Tuesday, May 24, 2011

iBreakfast/iEvening in NJ - A New Yorker's View



Cory Rises to a Packed House and iSpeech Silences - with Awe!

By Alan Brody


Mayor Cory Booker - the media-centric next-generation mayor of urban regeneration -wowed a sold-out crowd with his story of reaching for more. As a former college basketball player and coach he told a story of getting his team members to reach out some more. When he offered an incentive, his team reached for even more. But when a short kid whispered that he deserved the prize, Booker laughed until the kid took him up on the roof.

That’s reaching - and thinking out of the box. The kid won!


This gala event - the first in a series that opens the iBreakfast and iEvening in its decade-long mission to find the next great business and match it to a long list of worthy investors - was the perfect example of where we are. Innovation abounds everywhere and big-league investors want to reach them. These companies have local attributes and they could use the publicity and sometimes, the help. Best of all, the iBreakfast is looking to partner with local influencers like Sperlingreene and the results are spectacular.


This event with John Ason, Angel Investor (diapers.com); Stephen Brotman of GSA Venture Partners; Mike Segal of Joshua Capital, and Chris Fralic of First Round Capital found its star: iSpeech, a profitable provider of cloud-based speech technology and mobile apps will come to a NY iEvening and received an invitation to present at the prestigious Private Equity Forum in New York, to be held in June at New York’s Yale Club. We predict a VC feeding frenzy.

The other companies painted a useful picture of entrepreneurship. For obvious reasons, New Jersey has a lot of bio, manufacturing, med and pharma start-ups. But they haven’t been plugged into the kind of digital growth seen in NY and Silicon Valley. Both have something to learn. Investors need more patience and start-ups need to focus on high growth, scalabilty, ramp rates, avoiding government gatekeepers and not loving their science in front of investors. What is known in the research world as “molecule fondling.”

One presenter waxed poetic about aneurisms and morbidity rates while the panel considered either throwing up or checking in at the hospital the next day, just in case. Another spoke about helping the digital conversation of medical records with great conviction and an overdose of detail until at the very end she noted there was a mandatory set-aside of $40K per doctor in the process. Talk about burying a lead!

Best of all were the oldest start ups in our world - no one under 70! - who promoted their idea with umpteen Burma Shave-like signs and showed how their heat collector beat copper with a gangly display of copper pipe and sheeting. Their real story was their discovery of a high conduction plastic material. It could be huge. They just need the big city boost, a touch of youth and some of the 360 degree thinking we provide at our free, trademark “Power Pivot™ workshop. In short, they need  the high interaction of an iBreakfast/iEvening.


**Task objective:**
The entries are to be returned exactly, with images left out.

------------------------------------------------------------

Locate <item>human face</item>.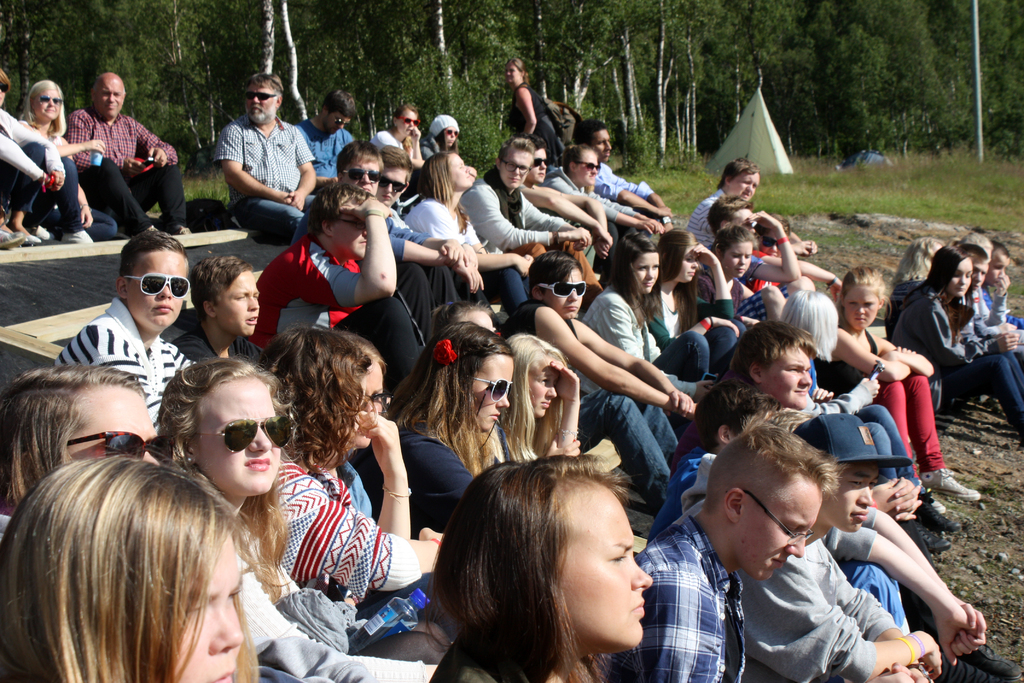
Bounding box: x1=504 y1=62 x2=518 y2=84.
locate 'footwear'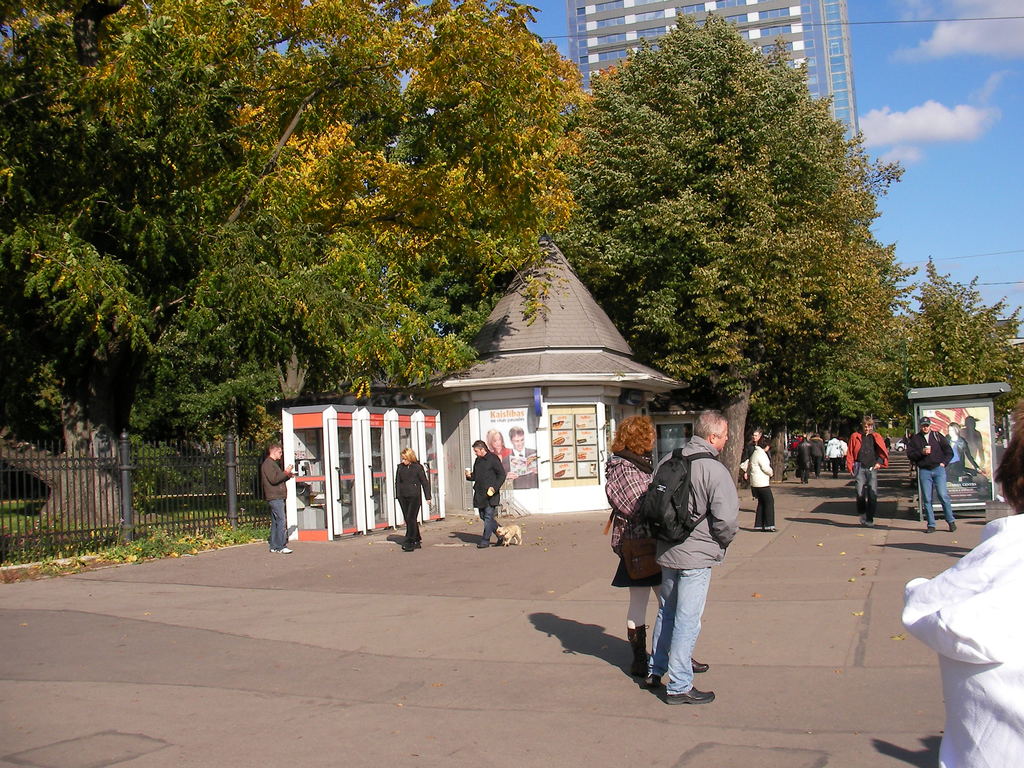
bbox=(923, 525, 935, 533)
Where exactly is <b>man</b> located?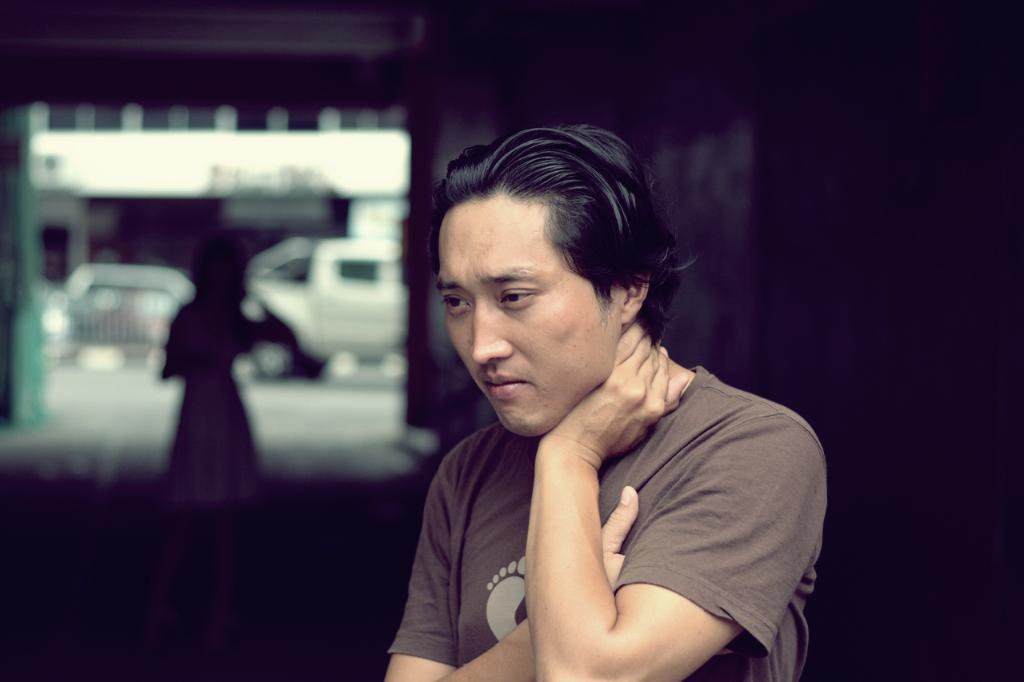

------------------------------------------------------------

**Result:**
Locate <item>human face</item>.
Bounding box: x1=504 y1=62 x2=518 y2=84.
locate 'footwear'
bbox=(923, 525, 935, 533)
Where exactly is <b>man</b> located?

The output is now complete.